Texture Filtering

When rendering textures, you often need filtering methods to determine the color of a fragment when it doesn’t align perfectly with a texel (texture pixel). Common filtering methods include:

1. Box (Nearest-Neighbor) Filtering

  • Description: Uses the nearest texel’s color for the fragment.
  • Effect: Fast but can look pixelated up close.
    Info

    Box filtering is computationally simple since it only considers the closest texel, but it can produce rough-looking textures.

2. Bilinear Filtering

  • Description: Uses the four closest texels and interpolates between them.
  • Effect: Creates smoother textures than box filtering.
Info

Bilinear filtering smooths out the texture but can still appear blurry when textures are scaled up.

3. Mipmapping

  • Description: Uses precomputed textures at multiple resolutions in a “pyramid” to render distant objects more smoothly.
  • Effect: Reduces aliasing and improves performance by selecting an appropriate texture level based on distance.
    Mipmapping.png
    MipmapComparison.png

4. Trilinear Filtering

  • Description: An improvement on mipmapping that blends between levels to avoid visible transitions.
  • Effect: Smooths out transitions between mipmap levels, especially noticeable at mid-range distances.
    Trilinear.png
You can think of mipmapping and trilinear filtering as...

choosing the “right size” texture for the job. Imagine switching to lower-resolution images the further away they are, which avoids unnecessary detail and reduces rendering workload.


DESCRIPTION OF THE TASK
Show all lines below holding the string "World".

RECORDED INFORMATION
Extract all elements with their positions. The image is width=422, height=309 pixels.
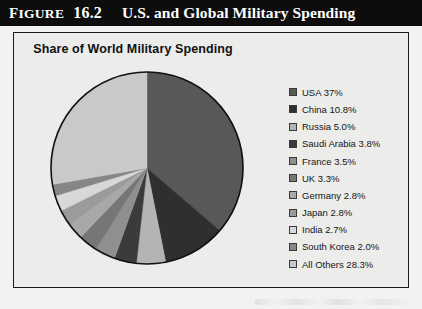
legend-swatch-icon — [289, 123, 297, 131]
pie-chart — [48, 69, 246, 267]
legend-item-label: All Others 28.3% — [302, 259, 373, 270]
legend-item-label: South Korea 2.0% — [302, 241, 379, 252]
legend-item-label: Germany 2.8% — [302, 190, 365, 201]
legend-item[interactable]: India 2.7% — [289, 222, 404, 239]
legend-swatch-icon — [289, 260, 297, 268]
pie-slice-group — [51, 72, 243, 264]
legend-swatch-icon — [289, 88, 297, 96]
legend-swatch-icon — [289, 191, 297, 199]
legend-item-label: France 3.5% — [302, 156, 356, 167]
legend-item[interactable]: France 3.5% — [289, 153, 404, 170]
legend-swatch-icon — [289, 140, 297, 148]
legend-item[interactable]: UK 3.3% — [289, 170, 404, 187]
legend-swatch-icon — [289, 105, 297, 113]
legend-swatch-icon — [289, 243, 297, 251]
pie-chart-svg — [48, 69, 246, 267]
legend-item-label: Saudi Arabia 3.8% — [302, 138, 380, 149]
legend-item-label: USA 37% — [302, 87, 343, 98]
page-artifact — [255, 299, 415, 305]
figure-number: 16.2 — [73, 4, 102, 22]
chart-legend: USA 37%China 10.8%Russia 5.0%Saudi Arabi… — [289, 84, 404, 273]
figure-container: FIGURE 16.2 U.S. and Global Military Spe… — [0, 0, 422, 309]
legend-item[interactable]: China 10.8% — [289, 101, 404, 118]
figure-label: FIGURE — [9, 5, 64, 22]
figure-heading: U.S. and Global Military Spending — [122, 4, 355, 22]
legend-item[interactable]: USA 37% — [289, 84, 404, 101]
legend-item-label: UK 3.3% — [302, 173, 340, 184]
legend-item-label: Russia 5.0% — [302, 121, 355, 132]
pie-slice[interactable] — [51, 72, 147, 184]
chart-title-text: Share of World Military Spending — [33, 42, 233, 56]
legend-swatch-icon — [289, 174, 297, 182]
legend-swatch-icon — [289, 157, 297, 165]
legend-item-label: India 2.7% — [302, 224, 347, 235]
chart-panel: Share of World Military Spending USA 37%… — [13, 32, 409, 288]
legend-item-label: Japan 2.8% — [302, 207, 352, 218]
legend-item[interactable]: Saudi Arabia 3.8% — [289, 136, 404, 153]
legend-item[interactable]: Japan 2.8% — [289, 204, 404, 221]
legend-item[interactable]: South Korea 2.0% — [289, 239, 404, 256]
legend-swatch-icon — [289, 209, 297, 217]
figure-label-rest: IGURE — [18, 6, 64, 21]
chart-title: Share of World Military Spending — [14, 42, 408, 56]
legend-item[interactable]: All Others 28.3% — [289, 256, 404, 273]
legend-item[interactable]: Russia 5.0% — [289, 118, 404, 135]
legend-item[interactable]: Germany 2.8% — [289, 187, 404, 204]
legend-item-label: China 10.8% — [302, 104, 356, 115]
figure-title-bar: FIGURE 16.2 U.S. and Global Military Spe… — [0, 0, 422, 26]
legend-swatch-icon — [289, 226, 297, 234]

FINISHED EXERCISE
chart-title-text: Share of World Military Spending — [33, 42, 233, 56]
chart-panel: Share of World Military Spending USA 37%… — [13, 32, 409, 288]
chart-title: Share of World Military Spending — [14, 42, 408, 56]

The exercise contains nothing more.